Follow-up: handle nesting (bold containing italic), escapes (\* is not italic), and O(N) parser performance.

Onsite Round 2: Collaborative Editing System Design

Real question: design Notion's real-time collaborative editing

Requirements:

Answer skeleton (5 layers + CRDT):

  1. Client: local CRDT replica; user operations apply locally first.
  2. Sync Layer: WebSocket persistent connection, one room per document.
  3. Server: stores latest CRDT state, processes merge and broadcast.
  4. Storage:
    • Current state: Postgres / Cassandra
    • Operation log: S3 + time-series compression
    • Snapshots: every 1000 ops, accelerates replay
  5. History: CRDT carries causal history; no separate versioning needed.

Critical tradeoffs:

Onsite Round 3: Take-home Walkthrough

Be ready to answer

  1. "Walk me through your code structure - why this folder layout?"
  2. "What did you choose not to implement, and why?"
  3. "If we 10x'd the user base, where would it break first?"
  4. "How would you test the drag-and-drop feature?"
  5. "What would you do differently with another 4 hours?"

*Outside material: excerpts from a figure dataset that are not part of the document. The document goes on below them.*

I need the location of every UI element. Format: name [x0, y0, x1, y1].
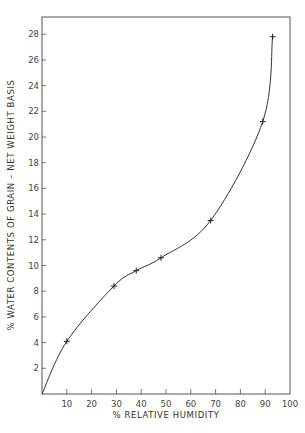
x-tick-label: 30 — [111, 399, 122, 409]
plus-marker-icon — [64, 338, 70, 344]
x-tick-label: 90 — [260, 399, 271, 409]
plus-marker-icon — [158, 255, 164, 261]
x-axis-ticks: 102030405060708090100 — [61, 389, 298, 409]
y-tick-label: 18 — [28, 158, 39, 168]
y-tick-label: 6 — [34, 312, 39, 322]
y-tick-label: 26 — [28, 55, 39, 65]
x-tick-label: 70 — [210, 399, 221, 409]
y-tick-label: 12 — [28, 235, 39, 245]
y-tick-label: 28 — [28, 29, 39, 39]
data-markers — [64, 34, 276, 345]
plot-frame — [42, 17, 290, 394]
x-tick-label: 80 — [235, 399, 246, 409]
y-tick-label: 16 — [28, 183, 39, 193]
plus-marker-icon — [270, 34, 276, 40]
y-axis-ticks: 246810121416182022242628 — [28, 29, 46, 373]
x-tick-label: 10 — [61, 399, 72, 409]
y-tick-label: 22 — [28, 106, 39, 116]
y-tick-label: 2 — [34, 363, 39, 373]
y-tick-label: 14 — [28, 209, 39, 219]
y-tick-label: 20 — [28, 132, 39, 142]
chart: 246810121416182022242628 102030405060708… — [0, 0, 305, 433]
y-axis-label: % WATER CONTENTS OF GRAIN – NET WEIGHT B… — [6, 79, 16, 330]
x-tick-label: 40 — [136, 399, 147, 409]
data-curve — [42, 37, 273, 394]
y-tick-label: 24 — [28, 81, 39, 91]
x-tick-label: 20 — [86, 399, 97, 409]
x-tick-label: 50 — [161, 399, 172, 409]
plus-marker-icon — [133, 268, 139, 274]
y-tick-label: 8 — [34, 286, 39, 296]
plus-marker-icon — [260, 119, 266, 125]
x-axis-label: % RELATIVE HUMIDITY — [112, 410, 219, 420]
plot-border — [42, 17, 290, 394]
x-tick-label: 100 — [282, 399, 298, 409]
x-tick-label: 60 — [185, 399, 196, 409]
y-tick-label: 10 — [28, 261, 39, 271]
y-tick-label: 4 — [34, 338, 39, 348]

Mindset: Notion is testing self-awareness. Owning limitations beats hiding them.

Onsite Round 4: Hiring Manager

Five required questions

  1. "Why are you leaving your current job?"
  2. "What kind of manager / mentor do you thrive under?"
  3. "Describe a time you owned a project end-to-end."
  4. "How do you handle disagreement with a peer?"
  5. "What's your 5-year career trajectory?"

Strategy: honest plus specific. Notion's culture rejects "political answers."

Founders Round: Culture Match

Notion's core values

Founders favorites:

  1. "What does great craft look like to you?"
  2. "Tell me about a time you said no to a feature request."
  3. "If you could only ship one thing in your first quarter, what would it be?"

Key: Founders Round can veto. Strong technicals do not save culture mismatch.

FAQ

Q1: Can the take-home use ChatGPT / Cursor? Notion explicitly allows AI tools. They focus on whether you make production-grade tradeoffs. But onsite walkthrough requires explaining every line.

Q2: Coding difficulty vs FAANG? Mostly medium, very few hard. Engineering sensibility weighs much more than at FAANG - readability and extensibility.

Q3: Must System Design use CRDT? Not required, but picking OT requires explaining why it still works. CRDT is Notion's actual stack and scores higher.

Q4: Time from interview to offer? Average 4-6 weeks. Fastest 2 weeks when HM is in a hurry. Slowest 8 weeks when Founder calendars are tough.

Q5: Comp range? Notion SDE total comp 280-380k (base 180-220k + equity). Senior SDE total comp 400-550k.


Preparing for Notion SDE interviews?

If you want a take-home code review, CRDT system design walkthrough, or a real person doing VO proxy / VO assist live shadowing on Onsite day plus Founders Round culture polishing, we can talk through a complete OA proxy / VO assist / VO proxy plan.